Why It’s Flying Under the Radar

Many women aren’t seeking help for these issues, not because they aren’t suffering, but because they don’t recognise what they’re experiencing as a ‘problem.’ Disordered eating has been so normalised in our culture, especially in midlife, where weight gain and body changes are often framed as inevitable, that it’s easy to dismiss symptoms as “just what happens” or “a willpower issue.”

And it doesn’t help that most screening tools for eating disorders were designed with young women in mind, usually focusing on restrictive behaviours and low weight. As Professor Sharp emphasised, clinicians need to ask different questions, ones that explore appetite changes, weight fluctuations, body image distress, compensatory behaviours like fasting or over-exercising, and how a woman feels in her body.

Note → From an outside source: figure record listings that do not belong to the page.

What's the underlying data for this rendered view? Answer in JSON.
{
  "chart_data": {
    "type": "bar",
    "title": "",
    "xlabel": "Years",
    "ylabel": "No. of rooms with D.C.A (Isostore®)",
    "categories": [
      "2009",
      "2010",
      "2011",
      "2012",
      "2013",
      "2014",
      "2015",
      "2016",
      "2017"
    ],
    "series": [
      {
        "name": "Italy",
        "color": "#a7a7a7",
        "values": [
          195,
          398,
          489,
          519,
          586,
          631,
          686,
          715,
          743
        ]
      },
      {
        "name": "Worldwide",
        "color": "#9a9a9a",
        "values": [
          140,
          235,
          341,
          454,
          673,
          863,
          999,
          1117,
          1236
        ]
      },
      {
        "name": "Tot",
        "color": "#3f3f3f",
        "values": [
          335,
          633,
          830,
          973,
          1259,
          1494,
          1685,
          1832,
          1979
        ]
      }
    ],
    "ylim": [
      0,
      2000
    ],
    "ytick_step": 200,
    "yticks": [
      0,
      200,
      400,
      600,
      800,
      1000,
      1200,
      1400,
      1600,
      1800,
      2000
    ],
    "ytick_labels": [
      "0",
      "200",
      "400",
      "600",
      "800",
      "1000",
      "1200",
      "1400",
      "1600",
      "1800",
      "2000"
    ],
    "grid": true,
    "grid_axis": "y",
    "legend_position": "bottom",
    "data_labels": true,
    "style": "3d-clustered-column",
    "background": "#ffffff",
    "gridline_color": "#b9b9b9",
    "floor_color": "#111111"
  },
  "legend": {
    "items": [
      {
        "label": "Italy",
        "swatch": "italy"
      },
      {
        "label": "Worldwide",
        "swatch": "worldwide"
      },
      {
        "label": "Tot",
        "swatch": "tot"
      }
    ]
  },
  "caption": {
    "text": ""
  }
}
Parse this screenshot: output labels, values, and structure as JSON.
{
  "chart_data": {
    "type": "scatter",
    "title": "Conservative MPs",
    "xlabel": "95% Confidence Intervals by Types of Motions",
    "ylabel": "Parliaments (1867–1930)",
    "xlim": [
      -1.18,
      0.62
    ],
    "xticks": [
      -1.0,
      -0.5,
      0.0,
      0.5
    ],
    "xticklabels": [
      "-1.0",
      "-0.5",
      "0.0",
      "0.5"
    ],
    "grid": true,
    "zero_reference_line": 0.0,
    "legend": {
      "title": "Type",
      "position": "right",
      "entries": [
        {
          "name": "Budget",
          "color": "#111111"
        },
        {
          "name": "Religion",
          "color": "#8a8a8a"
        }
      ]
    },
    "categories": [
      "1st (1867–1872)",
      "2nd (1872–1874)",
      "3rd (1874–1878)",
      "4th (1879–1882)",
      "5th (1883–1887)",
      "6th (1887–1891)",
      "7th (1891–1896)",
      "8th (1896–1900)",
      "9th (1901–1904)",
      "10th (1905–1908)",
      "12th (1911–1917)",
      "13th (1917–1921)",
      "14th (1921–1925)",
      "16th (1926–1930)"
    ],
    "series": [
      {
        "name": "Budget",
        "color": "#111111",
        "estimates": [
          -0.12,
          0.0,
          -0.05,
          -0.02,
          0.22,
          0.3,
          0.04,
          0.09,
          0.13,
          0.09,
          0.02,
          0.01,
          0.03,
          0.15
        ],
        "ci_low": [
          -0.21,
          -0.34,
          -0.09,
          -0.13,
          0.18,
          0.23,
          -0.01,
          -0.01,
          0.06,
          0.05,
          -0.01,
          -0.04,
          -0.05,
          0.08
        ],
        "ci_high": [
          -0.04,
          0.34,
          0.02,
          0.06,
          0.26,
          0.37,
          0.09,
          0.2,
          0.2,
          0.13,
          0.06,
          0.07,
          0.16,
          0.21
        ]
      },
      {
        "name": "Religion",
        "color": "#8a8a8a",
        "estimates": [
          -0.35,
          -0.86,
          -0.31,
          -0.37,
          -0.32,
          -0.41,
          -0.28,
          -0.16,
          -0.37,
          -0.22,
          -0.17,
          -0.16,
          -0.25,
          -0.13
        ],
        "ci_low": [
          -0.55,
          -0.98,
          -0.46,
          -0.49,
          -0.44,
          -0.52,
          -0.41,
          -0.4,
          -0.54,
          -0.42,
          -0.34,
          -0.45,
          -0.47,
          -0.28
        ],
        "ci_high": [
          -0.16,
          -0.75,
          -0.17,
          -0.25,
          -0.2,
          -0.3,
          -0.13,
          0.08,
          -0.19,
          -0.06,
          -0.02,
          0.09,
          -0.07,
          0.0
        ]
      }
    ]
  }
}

Working with Midlife Clients: What Clinicians Should Know

If you’re a psychologist or mental health professional working with women in their 40s, 50s or 60s, here are a few key considerations:

  • Trust your instincts. If a client reports changes in their eating habits, weight, or body image, don’t assume it’s minor. Explore gently, with curiosity and compassion.

  • Frame it around quality of life. Many women are more open to discussing how their behaviours affect their wellbeing than to immediately labelling their symptoms as an eating disorder.

  • Use your therapeutic relationship. The connection you’ve built may be more powerful than any specialist referral, though seeking supervision or collaboration can be helpful.

  • Refer for medical checks. Bloodwork, ECGs, and nutritional assessments are essential, particularly if there’s evidence of restriction or physical depletion. The NEDC provides excellent guidelines on what to request: https://nedc.com.au/assets/NEDC-Resources/NEDC-Resource-GPs.pdf?2025052004

  • Consider MHT (Menopausal Hormone Therapy). While much more research is needed, there’s emerging anecdotal and clinical evidence that hormone therapy may support women experiencing eating issues in midlife, particularly those with mood or appetite dysregulation.

The Takeaway: Eating Disorders Aren’t Just for the Young

As Professor Sharp so powerfully shared, “All clients eat.” That means eating-related distress is always relevant, regardless of age, body size, or diagnostic label. Menopause is a profound psychological and physiological transition. For many women, it reactivates long-buried patterns around control, identity, body image, and self-worth.

By bringing awareness, empathy, and a willingness to ask the questions, we can help midlife women access the support they need, often for the first time in decades.